Dining fatigue. It’s a disease I never imagined would afflict my jowly, portly and contented frame. Yet I piled on a couple more waistline inches at Corrigan’s recently with little spirit and less joy.
I can’t fault the food and, at £27 for three generous courses, it stands up to the Sunday lunch value test, in London at least. The service is also impeccable, if a little sterile. I will take issue with the wine list, which is expensive to the point of leaving you with the distasteful feeling of having been ripped off. £44 for a low rent, screw cap, Blaufränkisch that stings of balsamic and glacé cherries is poor value, even at the “cheap” end of the list.
The decor is a little strange but I guess, in an area of London where you can buy a shotgun and a pair of plaid breeches, from a shop next door to one that sells 7ft high Ming vases, the locals probably feel at home. But I feel justified in my disappointment at the lack of game, and notably grouse, on this late August menu, in a place where dark duck feather lampshades shed amber light over dingy booths (which, a couple of districts to the east would have illuminated illicit poker games), and pictures of Hooray Henries pointing their Purdeys all over the shop with gay abandon adorn the walls.
Sitting eating in Corrigan’s I could have been randomly transmogrified, without even noticing, to The Ivy, Scott’s or The Boxwood Café (RIP), although at least the surviving brace in that list have some defining quirks: In the latter case, the Star Wars shellfish bar, and the former, Gestapo style service.
Talking of service, on vociferous enquiry, I discovered that the mandatory “optional” 12.5% goes to the house, so I hope that, like me, you will have that removed and leave a cash tip.
Apart from that foible, there is absolutely nothing wrong with Corrigan’s if you like this type of stuffy high end dining (and I am far from allergic). I guess I just expected a bit more craic from an Irishman.
If James Bond were to dine in London today, he wouldn’t take his Danish bird to Corrigan’s.  I suggest that, unlike a review quoted on the Corrigan’s website, he might still prefer Scott’s down the road, where he might at the very least meet the ghost of his creator.
Corrigan’s, Mayfair
28 Upper Grosvenor Street,
London
W1K 7EH
T: 0207 499 9943
E: reservations@Corrigansmayfair.com
W: Â www.corrigansmayfair.com
£125.40 plus service for 3 course Sunday lunch for two with wine and coffees.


The answer must reproduce every record exactly, with all pictures omitted.

----- Supplied entries -----

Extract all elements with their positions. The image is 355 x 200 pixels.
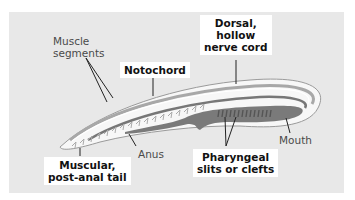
label-muscle-segments: Muscle segments bbox=[53, 35, 105, 59]
leader-muscle-2 bbox=[86, 58, 113, 98]
leader-muscle-1 bbox=[86, 58, 107, 102]
label-slits-line1: Pharyngeal bbox=[197, 151, 274, 163]
label-anus-text: Anus bbox=[138, 148, 164, 160]
label-anus: Anus bbox=[138, 148, 164, 160]
label-nerve-cord-line3: nerve cord bbox=[204, 41, 268, 53]
label-tail-line1: Muscular, bbox=[48, 159, 127, 171]
label-dorsal-nerve-cord: Dorsal, hollow nerve cord bbox=[200, 15, 272, 55]
leader-anus bbox=[129, 134, 136, 146]
label-nerve-cord-line2: hollow bbox=[204, 29, 268, 41]
label-muscle-segments-line1: Muscle bbox=[53, 35, 105, 47]
label-mouth-text: Mouth bbox=[279, 134, 312, 146]
label-mouth: Mouth bbox=[279, 134, 312, 146]
label-tail: Muscular, post-anal tail bbox=[44, 157, 131, 185]
label-notochord: Notochord bbox=[120, 62, 190, 78]
label-pharyngeal-slits: Pharyngeal slits or clefts bbox=[193, 149, 278, 177]
label-tail-line2: post-anal tail bbox=[48, 171, 127, 183]
label-slits-line2: slits or clefts bbox=[197, 163, 274, 175]
label-notochord-text: Notochord bbox=[124, 64, 186, 76]
label-nerve-cord-line1: Dorsal, bbox=[204, 17, 268, 29]
label-muscle-segments-line2: segments bbox=[53, 47, 105, 59]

-----

● **Answer section**:
Extract all elements with their positions. The image is 355 x 200 pixels.
label-muscle-segments: Muscle segments bbox=[53, 35, 105, 59]
leader-muscle-2 bbox=[86, 58, 113, 98]
leader-muscle-1 bbox=[86, 58, 107, 102]
label-slits-line1: Pharyngeal bbox=[197, 151, 274, 163]
label-anus-text: Anus bbox=[138, 148, 164, 160]
label-anus: Anus bbox=[138, 148, 164, 160]
label-nerve-cord-line3: nerve cord bbox=[204, 41, 268, 53]
label-tail-line1: Muscular, bbox=[48, 159, 127, 171]
label-dorsal-nerve-cord: Dorsal, hollow nerve cord bbox=[200, 15, 272, 55]
leader-anus bbox=[129, 134, 136, 146]
label-nerve-cord-line2: hollow bbox=[204, 29, 268, 41]
label-muscle-segments-line1: Muscle bbox=[53, 35, 105, 47]
label-mouth-text: Mouth bbox=[279, 134, 312, 146]
label-mouth: Mouth bbox=[279, 134, 312, 146]
label-tail: Muscular, post-anal tail bbox=[44, 157, 131, 185]
label-notochord: Notochord bbox=[120, 62, 190, 78]
label-pharyngeal-slits: Pharyngeal slits or clefts bbox=[193, 149, 278, 177]
label-tail-line2: post-anal tail bbox=[48, 171, 127, 183]
label-slits-line2: slits or clefts bbox=[197, 163, 274, 175]
label-notochord-text: Notochord bbox=[124, 64, 186, 76]
label-nerve-cord-line1: Dorsal, bbox=[204, 17, 268, 29]
label-muscle-segments-line2: segments bbox=[53, 47, 105, 59]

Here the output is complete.